Holdmann’s New Role Puts the Energy and Power into UAF’s Fourth Strategic Goal
This piece was originally published in the UAF Cornerstone newsletter’s Friday Focus, which is written by a different member of UAF’s leadership team every week.
By Nettie La Belle-Hamer, vice chancellor for research
We learned from Maslow’s hierarchy of needs that making goals can be difficult. However, we learn every day that working toward those goals through the daily grind is the real challenge. To remain focused and determined through setbacks and disappointments, it takes more than just a strong belief in the goal — it takes a champion.
At UAF we have champions throughout the organization. As leaders, it is our responsibility to find them and remove as many barriers to their success as possible. Gwen Holdmann is one such champion. Together with the then-director of the Institute of Northern Engineering (you may have heard of him; his name is Dan White), she founded the 91Ƶ Center for Energy and Power and, until very recently, was its director. I am pleased Gwen Holdmann has agreed to serve as UAF’s associate vice chancellor for research focused on innovation and industry partnerships.
Details about the VCR’s innovation and industry partnerships team and how you can be involved will be coming out through other articles in the Cornerstone. So, stay tuned. But, today’s focus is about Goal 4: Transform UAF's intellectual property development and commercialization enterprise and the team that will lead UAF in meeting it.
UAF’s Strategic Plan 2027 defines six visionary and aspirational goals. To transform is to make a thorough or dramatic change, making this into a big, hairy, audacious goal, or BHAG, as Jim Collins and Jerry I. Porras explain in their book “Built to Last: Successful Habits of Visionary Companies.” My favorite kind of goal! We are not trying to maintain, sustain, or even improve. We are instead challenged to transform the enterprise. Challenge accepted.
To rise to this challenge, we need to give Goal 4 the energy and power it needs to transform. The vision calls for UAF to be a driving force in 91Ƶ’s innovative economy, to produce graduates with an entrepreneurial mindset, and to create an innovative culture at UAF and in the greater community. To deliver economic, societal, cultural, and educational impact to the people of Fairbanks, the state of 91Ƶ, and the circumpolar North requires focused, sustained effort toward the goal every day. That’s what champions do.
The very first step is to build a team of motivated people who believe in the goal. The VCR innovation and industry partnerships team comprises the Office of Intellectual Property and Commercialization, 91Ƶ Center for Innovation, Commercialization, and Entrepreneurship, and 91Ƶ Blue Economy Center led by AVCR Holdmann. By bringing these innovative people together we create a cohort of driven entrepreneurs who will indeed transform the UAF’s IP and commercialization enterprise. While these efforts are not new to UAF, we are infusing new energy by bringing them together. As this team builds its transformation plan, more changes may come. I believe we should be open to that and am excited to see what this team brings to UAF.
The Greek philosopher Heraclitus said, “Change is the only constant in life.” Given that Heraclitus was a pioneer of wisdom who lived around 500 B.C.E., it is astonishing that centuries later his view remains true. As it should.
Each of us has within us the energy and power to make transformations happen at many levels. When you chose UAF, you chose to transform yourself into what you aspire to be. As you work to make that transformation happen, I invite you to become involved in the UAF community, find what inspires you, lean in, and make some change! I’m excited to see what you can accomplish once you decide that you are just the champion we have been waiting for.
I thank you in advance for rising to the challenge and being a UAF champion!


## Assignment
At the line with "Extract all elements", start transcribing; stop after the last line of the data below. Keep it exact and leave pictures out.

## Records shown
⁂

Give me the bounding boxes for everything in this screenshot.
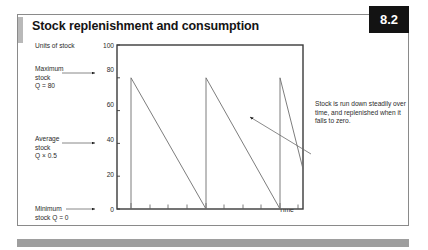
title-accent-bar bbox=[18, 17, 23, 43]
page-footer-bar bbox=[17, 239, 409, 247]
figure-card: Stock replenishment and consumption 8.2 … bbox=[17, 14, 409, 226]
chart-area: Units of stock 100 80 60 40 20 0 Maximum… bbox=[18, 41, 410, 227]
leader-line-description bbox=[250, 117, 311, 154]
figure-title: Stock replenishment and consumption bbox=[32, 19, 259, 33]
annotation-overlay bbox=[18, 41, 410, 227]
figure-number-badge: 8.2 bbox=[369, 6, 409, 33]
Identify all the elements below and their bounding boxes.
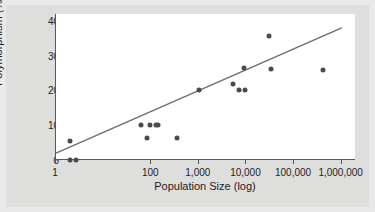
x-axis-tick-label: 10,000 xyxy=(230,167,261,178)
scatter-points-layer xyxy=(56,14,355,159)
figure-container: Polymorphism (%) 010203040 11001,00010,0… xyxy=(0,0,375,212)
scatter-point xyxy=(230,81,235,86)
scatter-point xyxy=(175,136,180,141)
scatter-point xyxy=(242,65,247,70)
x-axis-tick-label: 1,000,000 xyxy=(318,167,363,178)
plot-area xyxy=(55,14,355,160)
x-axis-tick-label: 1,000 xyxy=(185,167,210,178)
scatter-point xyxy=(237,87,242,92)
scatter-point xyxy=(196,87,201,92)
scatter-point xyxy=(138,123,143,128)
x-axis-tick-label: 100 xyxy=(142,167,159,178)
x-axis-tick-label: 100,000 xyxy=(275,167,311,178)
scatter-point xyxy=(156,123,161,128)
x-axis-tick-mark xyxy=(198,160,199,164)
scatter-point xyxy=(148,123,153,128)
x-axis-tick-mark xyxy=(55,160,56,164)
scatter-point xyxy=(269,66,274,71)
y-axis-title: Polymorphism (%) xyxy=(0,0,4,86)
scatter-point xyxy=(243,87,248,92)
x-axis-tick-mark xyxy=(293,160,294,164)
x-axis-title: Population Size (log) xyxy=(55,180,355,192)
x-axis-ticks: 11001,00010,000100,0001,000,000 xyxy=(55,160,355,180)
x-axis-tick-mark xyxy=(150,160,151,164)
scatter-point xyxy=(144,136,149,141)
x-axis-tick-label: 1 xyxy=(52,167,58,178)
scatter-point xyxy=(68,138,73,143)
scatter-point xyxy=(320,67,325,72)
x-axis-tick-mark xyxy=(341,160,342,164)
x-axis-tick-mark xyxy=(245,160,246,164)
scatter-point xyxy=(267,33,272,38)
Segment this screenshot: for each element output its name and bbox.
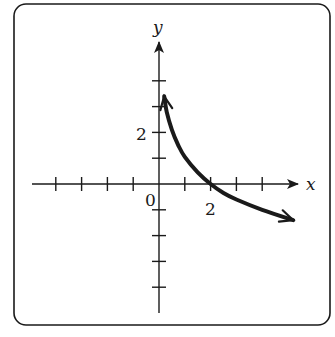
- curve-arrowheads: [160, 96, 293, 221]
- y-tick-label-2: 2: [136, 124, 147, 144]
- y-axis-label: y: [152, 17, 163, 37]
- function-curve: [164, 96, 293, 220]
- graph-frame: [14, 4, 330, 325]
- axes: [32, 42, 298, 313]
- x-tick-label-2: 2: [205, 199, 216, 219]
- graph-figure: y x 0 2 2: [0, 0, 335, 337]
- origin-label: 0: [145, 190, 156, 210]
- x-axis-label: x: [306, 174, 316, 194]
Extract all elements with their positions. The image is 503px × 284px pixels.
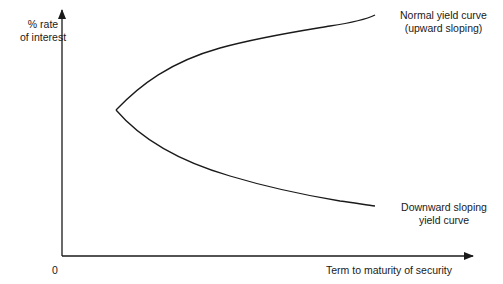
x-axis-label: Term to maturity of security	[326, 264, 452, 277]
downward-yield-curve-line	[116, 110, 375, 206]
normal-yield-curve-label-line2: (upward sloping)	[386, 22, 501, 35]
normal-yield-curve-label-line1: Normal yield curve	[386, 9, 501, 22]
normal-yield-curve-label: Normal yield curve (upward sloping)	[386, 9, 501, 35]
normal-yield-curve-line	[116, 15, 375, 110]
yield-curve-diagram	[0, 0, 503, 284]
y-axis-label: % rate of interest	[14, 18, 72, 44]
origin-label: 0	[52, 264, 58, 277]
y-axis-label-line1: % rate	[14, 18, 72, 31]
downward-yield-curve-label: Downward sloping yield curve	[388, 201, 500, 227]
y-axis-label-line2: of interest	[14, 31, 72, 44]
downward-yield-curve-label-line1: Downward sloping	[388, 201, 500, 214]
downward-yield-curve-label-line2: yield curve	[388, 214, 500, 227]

⁂

## Expected answer
Extract all elements with their positions. The image is 503px × 284px pixels.
x-axis-label: Term to maturity of security	[326, 264, 452, 277]
downward-yield-curve-line	[116, 110, 375, 206]
normal-yield-curve-label-line2: (upward sloping)	[386, 22, 501, 35]
normal-yield-curve-label-line1: Normal yield curve	[386, 9, 501, 22]
normal-yield-curve-label: Normal yield curve (upward sloping)	[386, 9, 501, 35]
normal-yield-curve-line	[116, 15, 375, 110]
yield-curve-diagram	[0, 0, 503, 284]
y-axis-label: % rate of interest	[14, 18, 72, 44]
origin-label: 0	[52, 264, 58, 277]
y-axis-label-line1: % rate	[14, 18, 72, 31]
downward-yield-curve-label: Downward sloping yield curve	[388, 201, 500, 227]
y-axis-label-line2: of interest	[14, 31, 72, 44]
downward-yield-curve-label-line1: Downward sloping	[388, 201, 500, 214]
downward-yield-curve-label-line2: yield curve	[388, 214, 500, 227]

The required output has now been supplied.